Excavation Safety Magazine

SAFETY IN NUMBERS: Creating Improvement through a Focus on Key Damage Prevention Metrics Involving Buried Infrastructure

Written by Mel Christopher | Mar 31, 2020 1:00:00 PM
NEARLY 70 YEARS AGO, management theorist and author Peter Drucker coined the oft-quoted phrase, “What gets measured, gets managed.” The use of metrics plays a key role for any business that seeks to improve processes or address key priorities. It’s not just the act of measuring, however, that drives results. Selection of the correct metrics and reporting channels – and the implementation of appropriate strategies and programs – are ultimately what creates improvement.

Human health and safety measurements have been established and broadly adopted over the past two decades, resulting in remarkable improvements in worker and public safety. OSHA’s occupational safety programs are a notable high-profile example. In the past 15 years, the tracking of non-fatal occupational injury and illness incidence rates – including total recordable cases and days away from work – has positively impacted worker safety. Indeed, the U.S. Department of Labor recorded a 44% decrease in total recordable cases per 100 workers between 2003 and 2018. Over a longer timeline, OSHA’s numbers are even more impressive: worker injuries and illnesses are down from 10.9 incidents per 100 workers in 1972 to 2.8 per 100 in 2018.

Similar improvements have been realized in industries as disparate as law enforcement (body cameras and abundant video), automobiles (fuel economy and crash test results), traffic management (signage and signals), and healthcare (hospital readmissions).

Digging into Damage Prevention Metrics
Gold Shovel Standard takes those same principles and applies them to improving workforce and public safety and the integrity of buried infrastructure. While the CGA DIRT Report tracks damages and damage rates on an annual basis, Gold Shovel metrics augment those figures in several ways. First, they provide more actionable, real-time information to the operation through regular reports, data and tracking software. Second, there is a human element: the ability to have individual or group discussions and relationships with owner/operators, excavators, locators and asset holders. Greater transparency, uniformity, and industrywide comparability in all aspects of damage prevention metrics is essential to driving continuous improvement and creating safe working conditions and communities.

The Gold Shovel process is highly collaborative, drawing on key industry stakeholders to develop metrics that can reduce the frequency of line strikes as well as leveling the playing field. For example, the Excavation Metrics Committee is tasked with developing, testing and working towards the broad adoption of metrics that can be used by excavators, while the Pre-Excavation Damage Prevention Metrics Committee is tasked with establishing measurements for owner/operators and the locators that they employ.

Gold Shovel’s Damage Prevention Incident Rate (DPIR) was released in 2019 as a way for facility owners and contractors to normalize damage prevention comparisons. Early indications are that it’s making a big difference, with members such as facility owners, contractors and municipalities seeing significant reductions in damages. Peoples Gas of Chicago cited Gold Shovel Standard culture as a contributing factor in elevated performance on efforts to reduce damage to underground facilities including third-party and first-party reductions of approximately 49% and 66%, respectively, since 2016. Some larger contractors are seeing benefits beyond damage reduction in the form of improved business operations.

As Drucker knew well, measurement not only gives us a clear vision of current reality, it serves to motivate action. It’s human nature that we want to improve when we’re scored on a process. In partnership with industry stakeholders, Gold Shovel seeks to harness that instinct in ways that will pay safety dividends now and far into the future.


Work request:
Which lines of the records below contain the word "this"? Report each of them in full.

Data supplied:
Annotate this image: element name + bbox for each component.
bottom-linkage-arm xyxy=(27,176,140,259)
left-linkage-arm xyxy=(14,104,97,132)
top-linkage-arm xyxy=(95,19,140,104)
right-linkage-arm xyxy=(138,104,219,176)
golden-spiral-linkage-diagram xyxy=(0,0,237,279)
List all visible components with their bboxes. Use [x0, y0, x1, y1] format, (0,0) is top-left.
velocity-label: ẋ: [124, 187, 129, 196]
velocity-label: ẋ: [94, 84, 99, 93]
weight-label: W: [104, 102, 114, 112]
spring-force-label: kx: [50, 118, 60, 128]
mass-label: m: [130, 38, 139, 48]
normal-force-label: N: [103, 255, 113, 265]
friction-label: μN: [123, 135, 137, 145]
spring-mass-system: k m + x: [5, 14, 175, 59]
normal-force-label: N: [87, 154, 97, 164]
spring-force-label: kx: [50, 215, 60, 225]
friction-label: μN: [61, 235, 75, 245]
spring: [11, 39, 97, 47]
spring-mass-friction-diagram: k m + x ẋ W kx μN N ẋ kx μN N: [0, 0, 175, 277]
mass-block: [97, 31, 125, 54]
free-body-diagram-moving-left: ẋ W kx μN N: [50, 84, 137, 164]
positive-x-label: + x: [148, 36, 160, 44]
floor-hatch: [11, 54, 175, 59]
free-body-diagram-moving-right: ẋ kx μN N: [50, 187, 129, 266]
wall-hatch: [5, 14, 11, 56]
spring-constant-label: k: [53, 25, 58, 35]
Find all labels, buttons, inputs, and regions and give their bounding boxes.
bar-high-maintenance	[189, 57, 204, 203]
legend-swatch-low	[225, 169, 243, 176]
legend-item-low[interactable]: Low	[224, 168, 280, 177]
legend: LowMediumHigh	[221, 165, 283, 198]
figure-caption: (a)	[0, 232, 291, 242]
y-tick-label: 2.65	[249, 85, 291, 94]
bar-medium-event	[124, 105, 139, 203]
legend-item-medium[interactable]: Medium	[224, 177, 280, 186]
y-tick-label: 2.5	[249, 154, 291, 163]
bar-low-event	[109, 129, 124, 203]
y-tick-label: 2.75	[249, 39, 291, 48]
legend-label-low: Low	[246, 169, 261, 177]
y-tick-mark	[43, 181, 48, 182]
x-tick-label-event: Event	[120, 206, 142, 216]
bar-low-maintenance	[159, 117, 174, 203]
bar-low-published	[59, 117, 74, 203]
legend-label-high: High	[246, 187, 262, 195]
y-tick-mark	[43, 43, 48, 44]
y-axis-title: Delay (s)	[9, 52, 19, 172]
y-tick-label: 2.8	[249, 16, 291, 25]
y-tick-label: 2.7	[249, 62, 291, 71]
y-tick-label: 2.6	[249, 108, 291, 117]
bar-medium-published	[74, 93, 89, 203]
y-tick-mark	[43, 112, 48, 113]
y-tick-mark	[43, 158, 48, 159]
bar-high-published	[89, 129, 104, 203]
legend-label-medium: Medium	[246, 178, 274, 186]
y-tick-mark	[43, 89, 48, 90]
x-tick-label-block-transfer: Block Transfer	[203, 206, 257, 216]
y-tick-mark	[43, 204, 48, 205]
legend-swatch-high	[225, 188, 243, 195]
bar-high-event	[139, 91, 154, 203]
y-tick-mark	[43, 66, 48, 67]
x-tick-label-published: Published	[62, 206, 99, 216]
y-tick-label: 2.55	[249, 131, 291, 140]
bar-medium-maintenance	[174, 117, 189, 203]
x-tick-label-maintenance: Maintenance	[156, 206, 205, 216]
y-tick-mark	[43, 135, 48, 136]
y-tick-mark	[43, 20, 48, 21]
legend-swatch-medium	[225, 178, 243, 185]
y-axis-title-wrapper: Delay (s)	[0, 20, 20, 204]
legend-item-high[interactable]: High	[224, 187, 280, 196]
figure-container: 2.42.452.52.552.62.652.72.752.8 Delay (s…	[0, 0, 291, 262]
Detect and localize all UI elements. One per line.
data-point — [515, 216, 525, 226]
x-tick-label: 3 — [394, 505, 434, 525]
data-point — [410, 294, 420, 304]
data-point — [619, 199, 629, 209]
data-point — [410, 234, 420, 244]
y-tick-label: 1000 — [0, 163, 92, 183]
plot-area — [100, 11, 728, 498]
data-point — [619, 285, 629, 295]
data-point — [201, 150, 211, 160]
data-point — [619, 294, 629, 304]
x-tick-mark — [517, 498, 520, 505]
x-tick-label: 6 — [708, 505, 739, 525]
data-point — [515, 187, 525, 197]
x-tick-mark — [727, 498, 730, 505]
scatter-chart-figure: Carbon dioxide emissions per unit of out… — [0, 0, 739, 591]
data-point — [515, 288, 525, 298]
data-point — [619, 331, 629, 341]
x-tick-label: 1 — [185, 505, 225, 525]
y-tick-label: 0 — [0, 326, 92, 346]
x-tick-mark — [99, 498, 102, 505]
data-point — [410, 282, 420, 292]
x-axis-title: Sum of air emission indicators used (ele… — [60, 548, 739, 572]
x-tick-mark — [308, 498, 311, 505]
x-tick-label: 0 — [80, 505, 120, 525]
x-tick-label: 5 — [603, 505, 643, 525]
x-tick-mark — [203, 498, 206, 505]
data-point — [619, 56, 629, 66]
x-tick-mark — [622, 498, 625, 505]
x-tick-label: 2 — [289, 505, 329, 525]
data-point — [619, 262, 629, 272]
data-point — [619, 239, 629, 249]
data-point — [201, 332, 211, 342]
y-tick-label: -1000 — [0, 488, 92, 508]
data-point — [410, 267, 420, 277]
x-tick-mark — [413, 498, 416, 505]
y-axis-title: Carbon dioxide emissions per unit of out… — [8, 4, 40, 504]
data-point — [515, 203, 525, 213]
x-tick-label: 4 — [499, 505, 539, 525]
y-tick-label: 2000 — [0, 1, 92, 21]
--
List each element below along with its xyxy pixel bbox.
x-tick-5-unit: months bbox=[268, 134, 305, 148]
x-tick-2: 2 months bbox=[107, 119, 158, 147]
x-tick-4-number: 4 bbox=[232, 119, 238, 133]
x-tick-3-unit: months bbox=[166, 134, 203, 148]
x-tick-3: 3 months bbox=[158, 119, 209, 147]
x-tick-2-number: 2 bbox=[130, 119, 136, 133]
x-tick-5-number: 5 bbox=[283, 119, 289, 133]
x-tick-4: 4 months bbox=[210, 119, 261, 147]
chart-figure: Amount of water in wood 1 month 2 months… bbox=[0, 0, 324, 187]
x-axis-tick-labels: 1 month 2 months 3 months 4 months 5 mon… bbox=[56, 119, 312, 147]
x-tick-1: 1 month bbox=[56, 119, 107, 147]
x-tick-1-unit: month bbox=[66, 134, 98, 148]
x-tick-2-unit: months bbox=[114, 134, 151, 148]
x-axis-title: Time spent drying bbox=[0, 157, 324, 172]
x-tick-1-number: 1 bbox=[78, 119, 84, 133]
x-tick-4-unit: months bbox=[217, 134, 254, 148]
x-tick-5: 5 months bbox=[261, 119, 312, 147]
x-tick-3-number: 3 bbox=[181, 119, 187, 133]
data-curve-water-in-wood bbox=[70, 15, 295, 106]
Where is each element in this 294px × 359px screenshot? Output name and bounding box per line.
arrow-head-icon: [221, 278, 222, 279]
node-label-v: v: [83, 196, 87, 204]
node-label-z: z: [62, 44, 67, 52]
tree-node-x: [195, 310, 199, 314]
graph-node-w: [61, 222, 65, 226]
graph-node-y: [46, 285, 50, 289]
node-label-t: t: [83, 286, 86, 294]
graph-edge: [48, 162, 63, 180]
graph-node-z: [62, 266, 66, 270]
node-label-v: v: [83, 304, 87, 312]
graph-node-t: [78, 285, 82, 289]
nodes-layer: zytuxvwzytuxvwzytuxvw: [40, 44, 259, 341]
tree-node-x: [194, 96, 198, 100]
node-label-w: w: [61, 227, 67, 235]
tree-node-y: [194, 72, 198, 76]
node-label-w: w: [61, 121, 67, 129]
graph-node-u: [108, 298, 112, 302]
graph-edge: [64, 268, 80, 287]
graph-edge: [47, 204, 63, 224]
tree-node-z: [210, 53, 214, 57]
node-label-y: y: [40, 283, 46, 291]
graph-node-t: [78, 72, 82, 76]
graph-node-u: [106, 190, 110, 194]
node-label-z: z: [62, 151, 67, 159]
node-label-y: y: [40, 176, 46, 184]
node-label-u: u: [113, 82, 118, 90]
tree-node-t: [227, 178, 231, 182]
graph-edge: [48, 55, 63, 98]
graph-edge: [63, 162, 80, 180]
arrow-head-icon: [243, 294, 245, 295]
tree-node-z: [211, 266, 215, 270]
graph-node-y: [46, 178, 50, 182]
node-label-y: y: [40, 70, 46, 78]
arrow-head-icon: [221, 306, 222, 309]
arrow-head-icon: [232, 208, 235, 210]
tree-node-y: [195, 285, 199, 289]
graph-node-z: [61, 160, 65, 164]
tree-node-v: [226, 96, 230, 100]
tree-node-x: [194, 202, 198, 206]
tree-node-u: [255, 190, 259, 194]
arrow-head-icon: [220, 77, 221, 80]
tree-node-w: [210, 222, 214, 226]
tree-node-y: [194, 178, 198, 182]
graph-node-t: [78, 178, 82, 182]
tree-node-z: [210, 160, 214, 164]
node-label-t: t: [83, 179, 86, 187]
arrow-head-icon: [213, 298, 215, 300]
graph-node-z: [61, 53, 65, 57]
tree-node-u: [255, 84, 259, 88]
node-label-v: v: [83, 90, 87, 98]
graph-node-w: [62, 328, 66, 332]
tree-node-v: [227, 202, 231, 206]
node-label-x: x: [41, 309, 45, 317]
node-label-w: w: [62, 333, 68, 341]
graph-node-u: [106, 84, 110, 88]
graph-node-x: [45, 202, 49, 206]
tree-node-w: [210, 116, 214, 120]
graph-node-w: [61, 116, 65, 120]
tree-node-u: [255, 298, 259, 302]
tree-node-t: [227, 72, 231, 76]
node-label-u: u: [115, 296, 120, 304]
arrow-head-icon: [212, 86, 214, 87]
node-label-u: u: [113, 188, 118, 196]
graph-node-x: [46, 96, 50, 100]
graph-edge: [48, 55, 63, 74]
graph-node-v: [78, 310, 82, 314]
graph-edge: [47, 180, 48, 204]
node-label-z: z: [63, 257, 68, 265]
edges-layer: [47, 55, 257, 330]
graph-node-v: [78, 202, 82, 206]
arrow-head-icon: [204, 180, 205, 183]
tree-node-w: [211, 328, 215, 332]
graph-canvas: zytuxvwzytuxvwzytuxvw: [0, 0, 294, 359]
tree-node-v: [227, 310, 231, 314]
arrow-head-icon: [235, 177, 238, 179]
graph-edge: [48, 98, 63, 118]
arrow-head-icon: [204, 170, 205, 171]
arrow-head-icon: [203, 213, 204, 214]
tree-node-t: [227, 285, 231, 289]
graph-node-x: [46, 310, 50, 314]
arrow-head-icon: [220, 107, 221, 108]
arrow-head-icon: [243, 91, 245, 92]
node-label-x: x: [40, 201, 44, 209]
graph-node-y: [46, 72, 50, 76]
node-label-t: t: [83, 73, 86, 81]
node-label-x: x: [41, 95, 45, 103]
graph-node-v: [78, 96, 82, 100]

Expected answer:
Annotate this image: element name + bbox for each component.
Where is each element in this 294px × 359px screenshot? Output name and bounding box per line.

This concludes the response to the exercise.